THOUGHTS ON THE PHILOSOPHY OF FILMMAKING, WITH TOO MANY DIGRESSIONS AND AVATAR REFERENCES (cont'd)
an essay by andrew bujalski
These days, our technological ability to conquer time and space is close to absolute, but it's always struck me as funny that when people talk about the power of CGI, the holy grail, the ultimate effect they always mention is the creation of convincing synthetic actors. I have little doubt that within my lifetime they will achieve this and, say, bring back Humphrey Bogart to costar alongside Angelina Jolie or whomever. And I'll probably go pay to see that, and I'm sure it will be quite stunning while also a little depressing, but what amuses me about it is that you never hear anyone say, "We're going to use CGI to make an actor who's better than Bogart." More convenient, more malleable, more modular, but no one will try to make him better, because no one can dream that big. And in some small way, I find that encouraging. I do appreciate the sentiment behind a scheme to revive the dead, even if they'll most likely just convert Bogart into a big blue alien.
If there are few movies that really seem awful to me, there are plenty that confuse me. My wife makes fun of me because if we walk out of something together underwhelmed, she knows that I'm going to say, "I didn't get it." I think she thinks that it's a euphemism, that I just don't want to violate some filmmaker code by calling someone else's work shitty, but truly my reaction is more off perplexed than pissed off. The Hollywood studio stuff is designed to communicate as effectively as possible to as many people as possible-but they do this, perversely, by breaking down all action into a series of codes and signals based on other movies and advertisements, so that if you foolishly watch it with the goal of immersing yourself in the world that's up there, you'll get very confused indeed, because the thing is completely abstract, far more obtuse than anything Stan Brakhage ever did.
I don't think of my own films as obtuse, but I know that many others do. All three of them were movies that I imagined would play best for the person who stumbled onto them accidentally, who wandered into the theater by mistake, as many of my most treasured movie experiences have been with films I had zero knowledge or expectation of going in. And... okay, I've put off talking about Beeswax for as long as I could, but now I'm going to do the thing that I never do and share with you a little of my perspective on it.

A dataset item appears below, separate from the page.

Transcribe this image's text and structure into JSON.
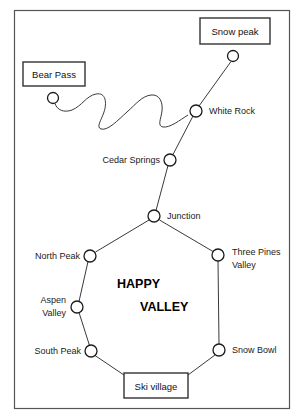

Let me propose to you that this film that we're going to screen tonight does have a few things in common with Avatar (not, alas, its revenues). For starters, they are the only two films I can name that feature lead characters in wheelchairs that aren't concerned with tearjerking or dwelling on the tragedy of it all. But more deeply, they are both built around the quest to understand an alien mind. Corporal Sully has a much easier time of it than Jeannie does in Beeswax. For one thing, he has full control over his big blue avatar, which gains him pretty immediate access to all of the aliens' innermost secrets (and the aliens turn out to be totally cool dudes and it turns out the humans are jerks-I hope I'm not spoiling it for anyone). In my film, earthbound Jeannie has a kind of avatar in her twin sister Lauren, who would also probably be happy to go bounding off cliffsides for her, but despite the intensity of their bond, these girls' relationship is in great part defined by their refusal to play doppleganger for each other. Twins are often asked to be interchangeable, but they are not-they are stuck being themselves. Jeannie meanwhile struggles to understand the motivations of her more troubling double in the film, her estranged business partner Amanda. Jeannie and Amanda are two people who have never seen the world from the same point of view, but as the film opens, what was once respect for each other's differing talents has devolved into acrimony and a complete lack of empathy. I know that I am right, therefore you must be wrong. Once lines like that have been drawn, bridging them starts to seem impossible. And unlike Sully, when Jeannie experiences self-doubt-which she does throughout the film, I think she is driven a little mad by it-she does not have the option of abandoning her own body and switching teams. She cannot become Amanda. She cannot even begin to understand Amanda.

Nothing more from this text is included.